Tuesday, December 16, 2014

"Praise for the Yiddish Poets" (Stephen Kuusisto)





"Praise for the Yiddish Poets"
(Stephen Kuusisto)

It should be easy to carry the morning on our backs,
The sky weighs less at sunup, but you knew that.
And you knew how the long march
With the heavy wagon... how that story
Became the children -- it's in the milk,
A tin-pail taste before the words began.
You take up a pencil and write:
I've lived in so many towns;
Everywhere, the milk turns
Before it reaches the table.
Then, modestly, you cross out the towns,
Cross out the table, everywhere
is replaced by the morning star.
Milk tastes less of tin,
More of odori, wild herbs
Growing beside the road.


"Praise for the Yiddish Poets" by Stephen Kuusisto is from his collection Only Bread, Only Light (2000). Stephen Kuusisto is a professor at Syracuse University and speaks widely on the topics of disability, diversity, education, and literature; he is the author of Eavesdropping: A Memoir of Blindness and Listening. At five years old, Kuusisto underwent multiple eye surgeries to correct his crossed eyes.
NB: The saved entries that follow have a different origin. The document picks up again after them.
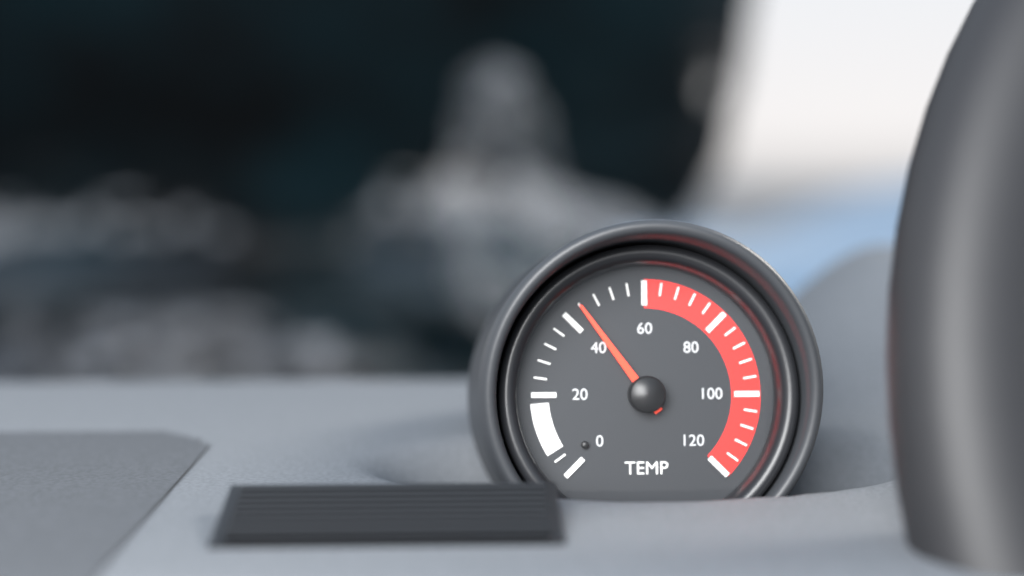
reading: 44 (no unit)
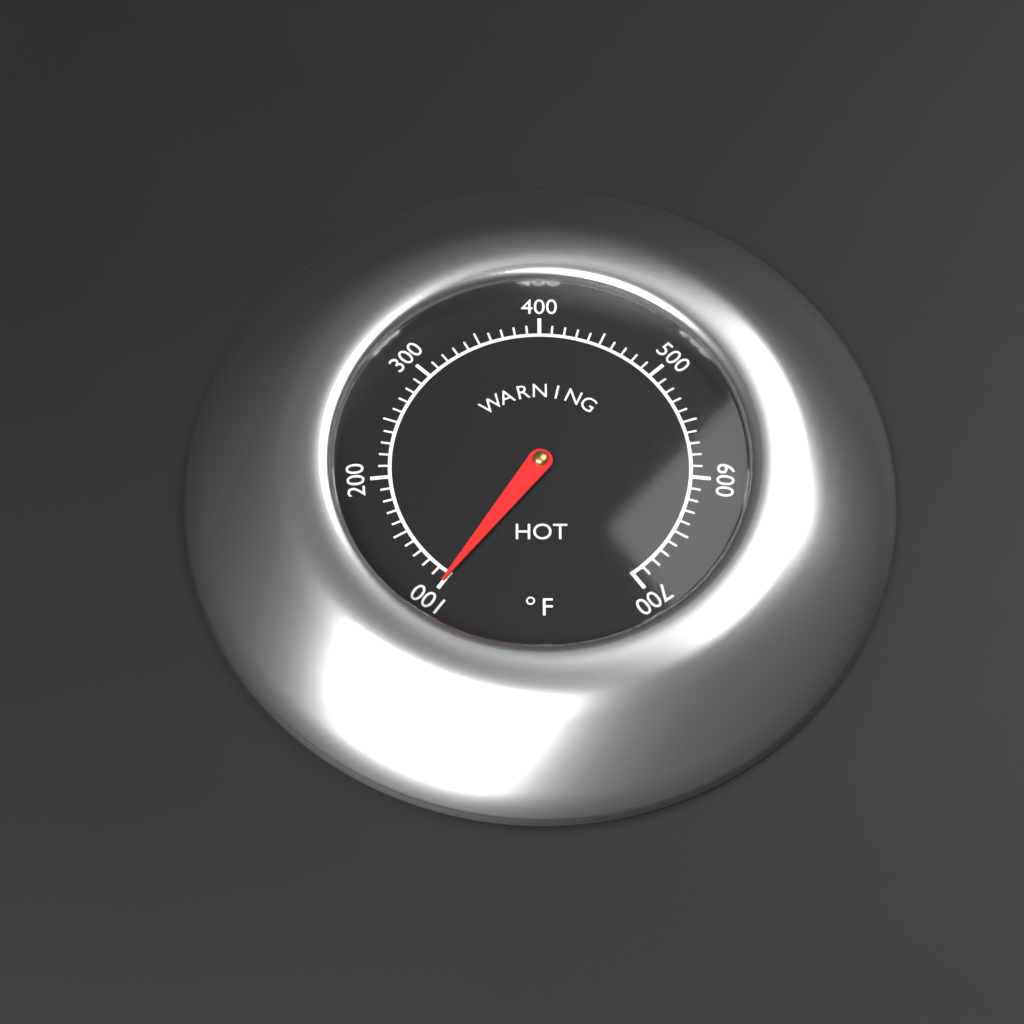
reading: 100 °F
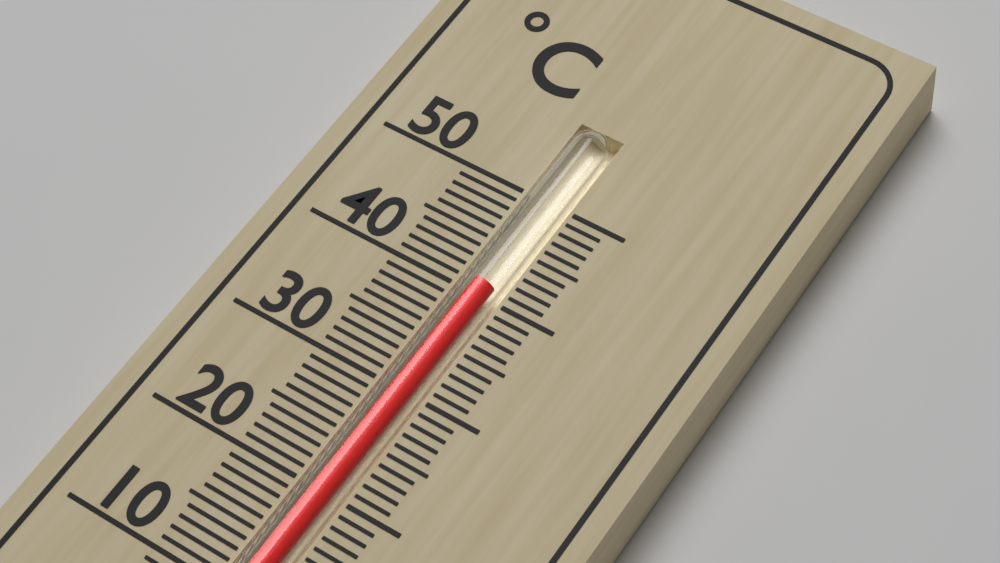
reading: 41 °C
Now with 20/200 vision in his "better" eye, he is legally blind. “I see like a person who looks through a kaleidoscope," Kuusisto writes in his 1998 memoir Planet of the Blind, "my impressions of the world at once beautiful and largely useless.” Letters to Borges, his latest collection of poems, was published by Copper Canyon Press in 2013.